Public Services and Infrastructure

Public Services and Infrastructure: Overview of the Canadian Market

The Canadian public services landscape consists of six essential pillars:

  1. Electricity transmission
  2. Natural gas distribution
  3. Water supply and irrigation
  4. Wastewater treatment
  5. Thermal power generation
  6. Renewable power generation

Together, these sectors generate over $160 billion in annual revenue—of which more than $68 billion comes from electricity transmission and distribution alone. Profitability remains strong: the average margin hovers around 13%, driven by thermal generation (19%) and natural gas networks (15.3%), while water, wastewater, and renewables show margins ranging from 9% to 13%.

Driven by population growth, climate targets, and the modernization of aging infrastructure, activity remains relatively stable; demand is inelastic, and rates regulated by provincial boards help stabilize cash flows. However, the energy transition is accelerating the reallocation of investments: more than half of future spending is directed toward renewable integration, storage, and the climate resilience of the grid.

Key Figures of the Canadian Public Services Sector

Three indicators illustrate the size, profitability, and growth momentum of the sector.

Annual Revenue from Electricity Transmission

$68.1 B

Largest source of revenue, backbone of the energy network

Profit Margin of Thermal Power Generation

19,0 %

Most profitable segment thanks to nuclear capacity and combined cycle gas systems

Renewable Energy CAGR (2020–2025)

1,9 %

Growth driven by hydro, wind, and solar power—key drivers of decarbonization

Structural Trends and Five-Year Outlook

Driven by the combined effects of the energy transition and stricter regulatory pressures, three key forces will shape the outlook:

  • Accelerated Decarbonization: Investments are shifting toward hydro, wind, and solar energy; renewable capacity, already generating $39 billion in revenue, is expected to exceed $42 billion by 2030 despite moderate growth.
  • Grid Modernization: Interprovincial and cross-border line projects (e.g., Champlain Hudson Power Express) are consolidating a $68 billion infrastructure market and supporting a positive sector CAGR, though at a slower pace (0.8% expected for transmission).
  • Sustainable Water and Waste Management: The requirement for secondary wastewater treatment by 2040 and the investments needed for water supply networks ($7.7 billion in revenue) will generate a steady stream of public-private projects, stabilizing margins around 12%.

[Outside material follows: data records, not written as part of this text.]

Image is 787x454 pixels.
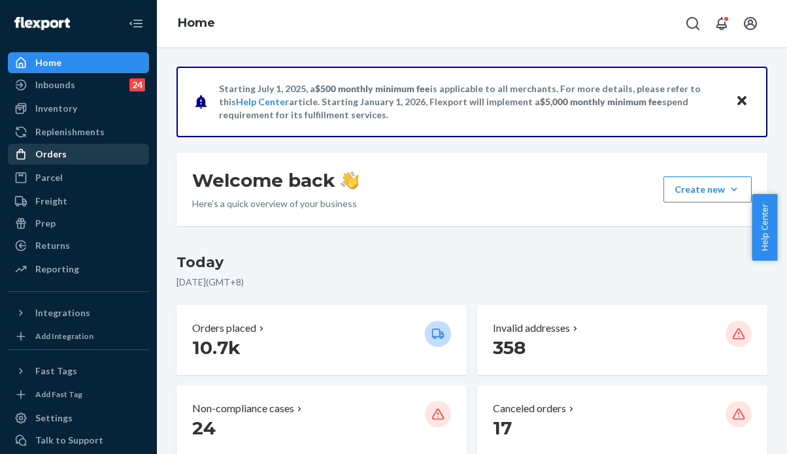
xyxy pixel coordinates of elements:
p: Here’s a quick overview of your business [192,197,359,210]
div: Add Fast Tag [35,389,82,400]
a: Freight [8,191,149,212]
div: Prep [35,217,56,230]
a: Parcel [8,167,149,188]
button: Open Search Box [679,10,706,37]
a: Home [8,52,149,73]
a: Add Fast Tag [8,387,149,402]
a: Home [178,16,215,30]
a: Reporting [8,259,149,280]
a: Talk to Support [8,430,149,451]
span: 17 [493,417,512,439]
button: Orders placed 10.7k [176,305,466,375]
button: Close Navigation [123,10,149,37]
div: Orders [35,148,67,161]
div: Talk to Support [35,434,103,447]
div: Inbounds [35,78,75,91]
button: Fast Tags [8,361,149,382]
button: Integrations [8,302,149,323]
a: Returns [8,235,149,256]
span: 358 [493,336,525,359]
p: Canceled orders [493,401,566,416]
a: Orders [8,144,149,165]
div: Fast Tags [35,365,77,378]
button: Open notifications [708,10,734,37]
div: Add Integration [35,331,93,342]
div: Integrations [35,306,90,319]
div: Replenishments [35,125,105,138]
a: Inbounds24 [8,74,149,95]
div: Parcel [35,171,63,184]
button: Help Center [751,194,777,261]
button: Open account menu [737,10,763,37]
div: Reporting [35,263,79,276]
div: Home [35,56,61,69]
span: 24 [192,417,216,439]
p: Starting July 1, 2025, a is applicable to all merchants. For more details, please refer to this a... [219,82,723,122]
button: Invalid addresses 358 [477,305,767,375]
button: Close [733,92,750,111]
h1: Welcome back [192,169,359,192]
div: Settings [35,412,73,425]
h3: Today [176,252,767,273]
a: Prep [8,213,149,234]
ol: breadcrumbs [167,5,225,42]
p: Invalid addresses [493,321,570,336]
img: hand-wave emoji [340,171,359,189]
a: Inventory [8,98,149,119]
div: Freight [35,195,67,208]
a: Replenishments [8,122,149,142]
div: Inventory [35,102,77,115]
span: $5,000 monthly minimum fee [540,96,662,107]
div: 24 [129,78,145,91]
p: Orders placed [192,321,256,336]
p: Non-compliance cases [192,401,294,416]
a: Add Integration [8,329,149,344]
a: Help Center [236,96,289,107]
span: 10.7k [192,336,240,359]
span: $500 monthly minimum fee [315,83,430,94]
button: Create new [663,176,751,203]
a: Settings [8,408,149,429]
div: Returns [35,239,70,252]
img: Flexport logo [14,17,70,30]
p: [DATE] ( GMT+8 ) [176,276,767,289]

In this context, consolidation is expected to continue, while ESG criteria and asset digitization (smart grids, telemetry, predictive AI) will become crucial to maintaining operational efficiency and attracting capital. Growth opportunities lie as much in vertical integration (generation-storage-distribution) as in public-private partnerships aimed at securing essential services across the country.

Three indicators illustrate the size, profitability, and growth momentum of the sector.